▶ **The task**: Go to the line that contains "This screenshot has height=512, width=812." in the records below and repeat it, and each line after it, exactly through the end, omitting pictures.

%%

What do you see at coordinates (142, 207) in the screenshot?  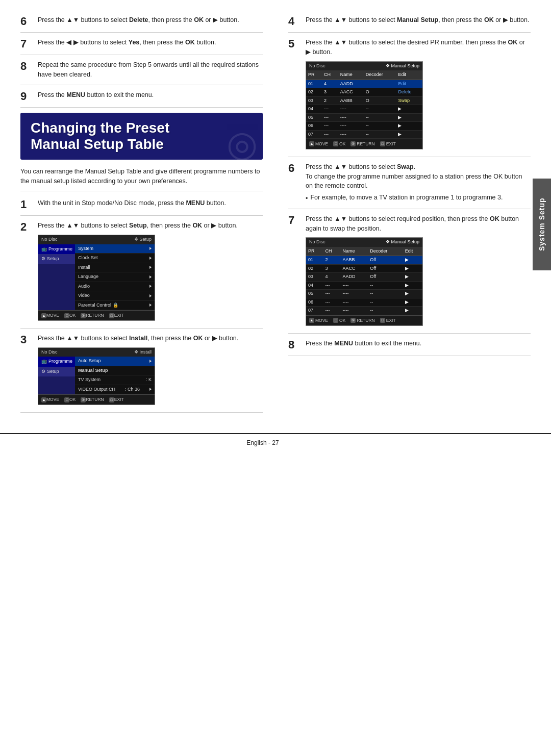 I see `step-1: 1 With the unit in Stop mode/No Disc mod…` at bounding box center [142, 207].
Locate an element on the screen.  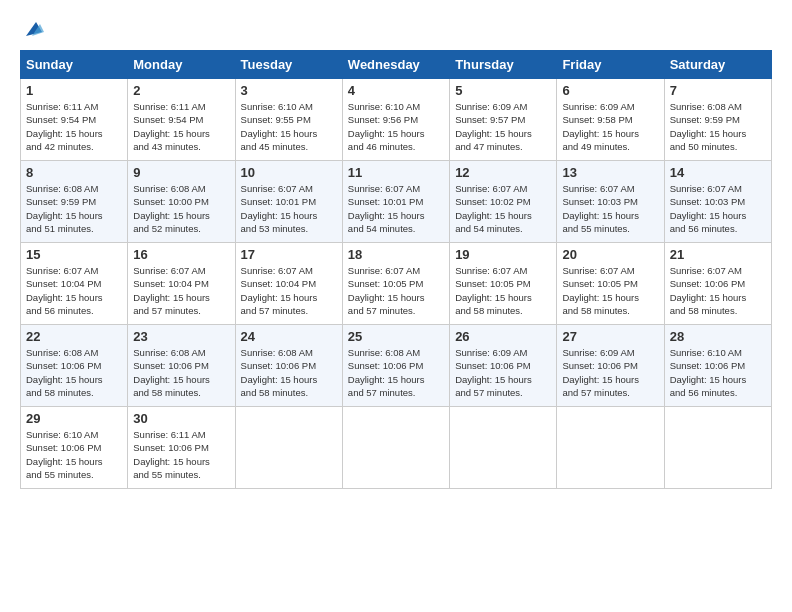
day-info: Sunrise: 6:08 AM Sunset: 9:59 PM Dayligh… is located at coordinates (718, 126).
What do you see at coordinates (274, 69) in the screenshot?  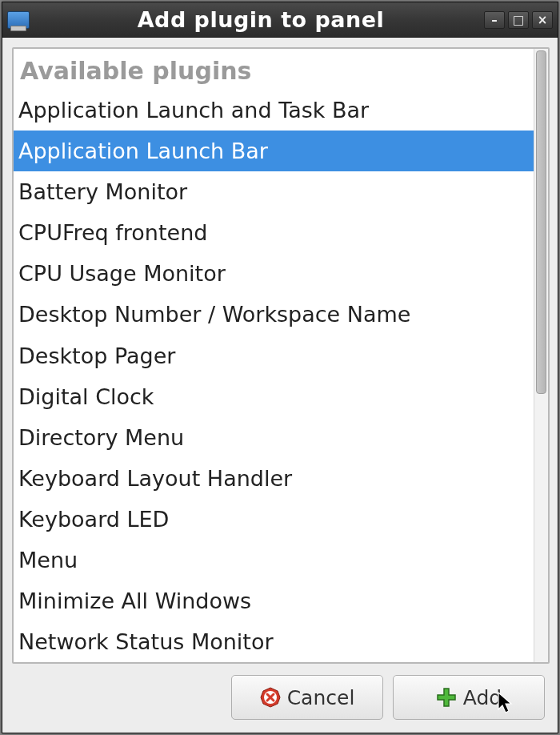 I see `list-section-header: Available plugins` at bounding box center [274, 69].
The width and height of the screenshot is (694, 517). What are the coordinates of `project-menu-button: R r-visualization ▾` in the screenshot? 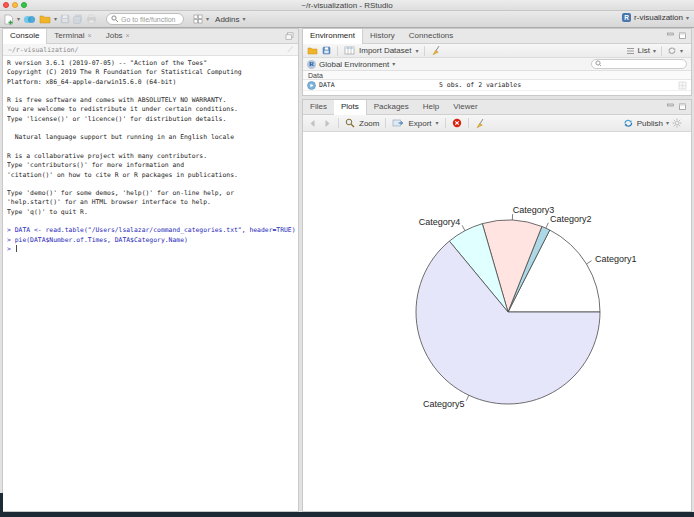 It's located at (656, 18).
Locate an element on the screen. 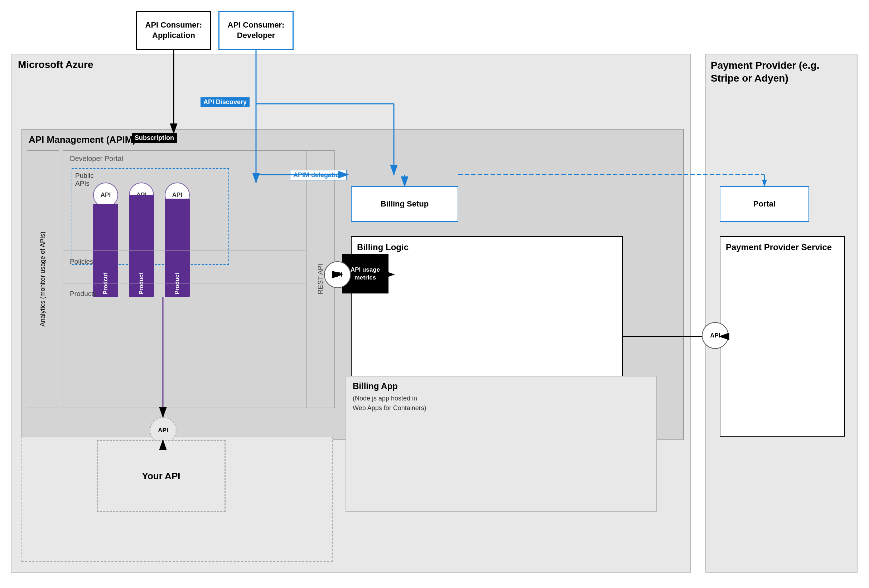  api-circle-payment: API is located at coordinates (715, 336).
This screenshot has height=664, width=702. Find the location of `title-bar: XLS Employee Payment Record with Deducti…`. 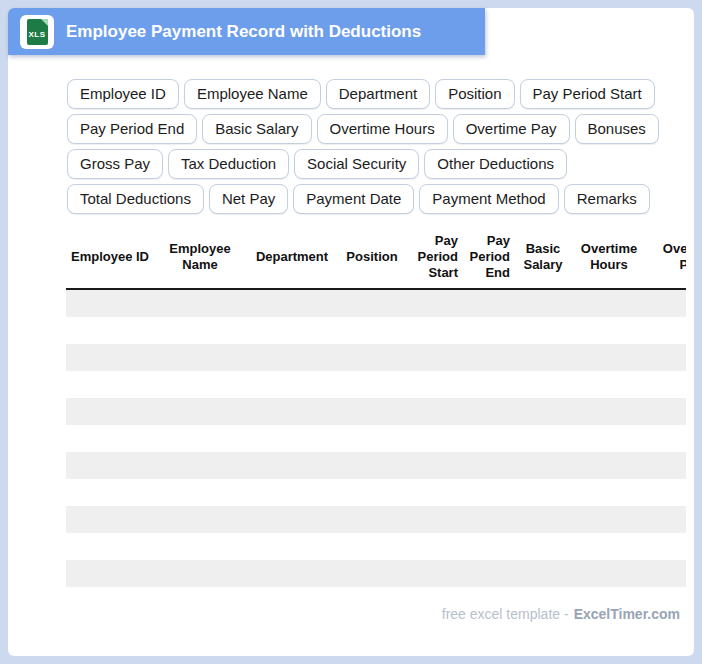

title-bar: XLS Employee Payment Record with Deducti… is located at coordinates (246, 32).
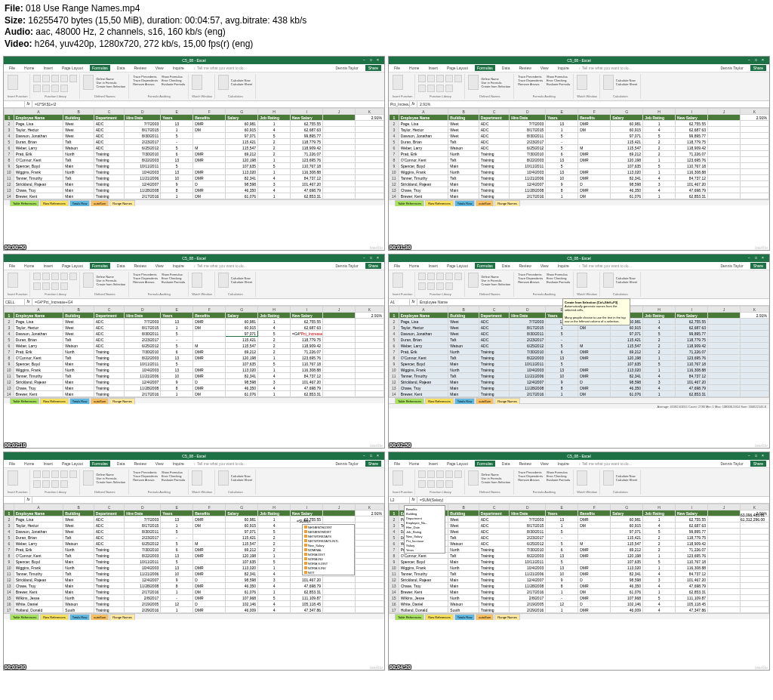 Image resolution: width=773 pixels, height=700 pixels. I want to click on name-dropdown: BenefitsBuildingDepartmentEmployee_Na...…, so click(424, 529).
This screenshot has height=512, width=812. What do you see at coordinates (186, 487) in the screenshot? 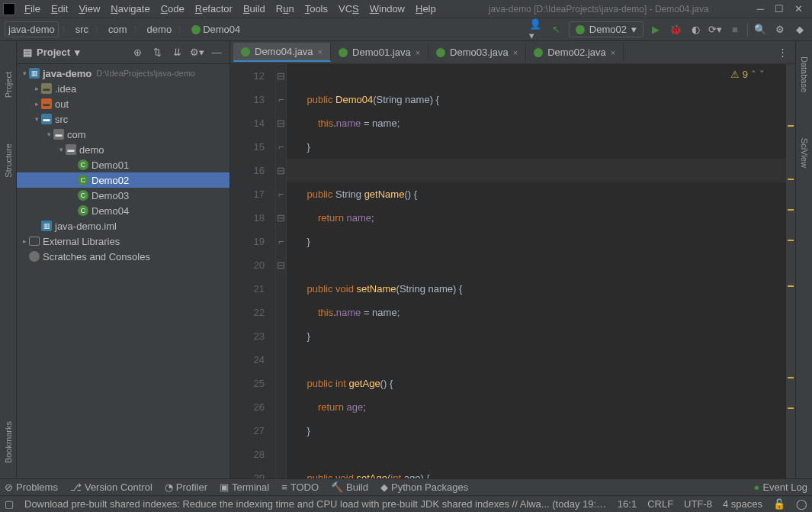
I see `bottom-profiler: ◔ Profiler` at bounding box center [186, 487].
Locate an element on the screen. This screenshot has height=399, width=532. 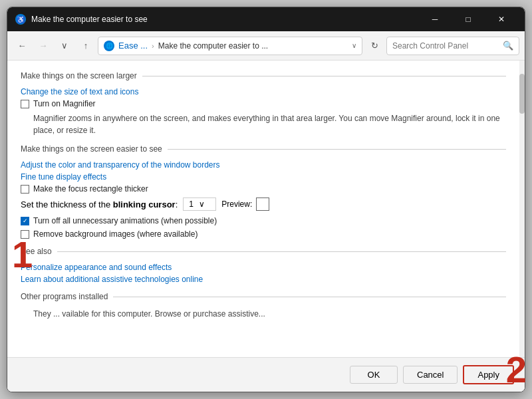
window-title: Make the computer easier to see is located at coordinates (225, 19).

%%

▶ **Result for this exercise**:
This screenshot has height=512, width=812. What do you see at coordinates (186, 487) in the screenshot? 
I see `bottom-profiler: ◔ Profiler` at bounding box center [186, 487].
Locate an element on the screen. This screenshot has height=399, width=532. 
window-title: Make the computer easier to see is located at coordinates (225, 19).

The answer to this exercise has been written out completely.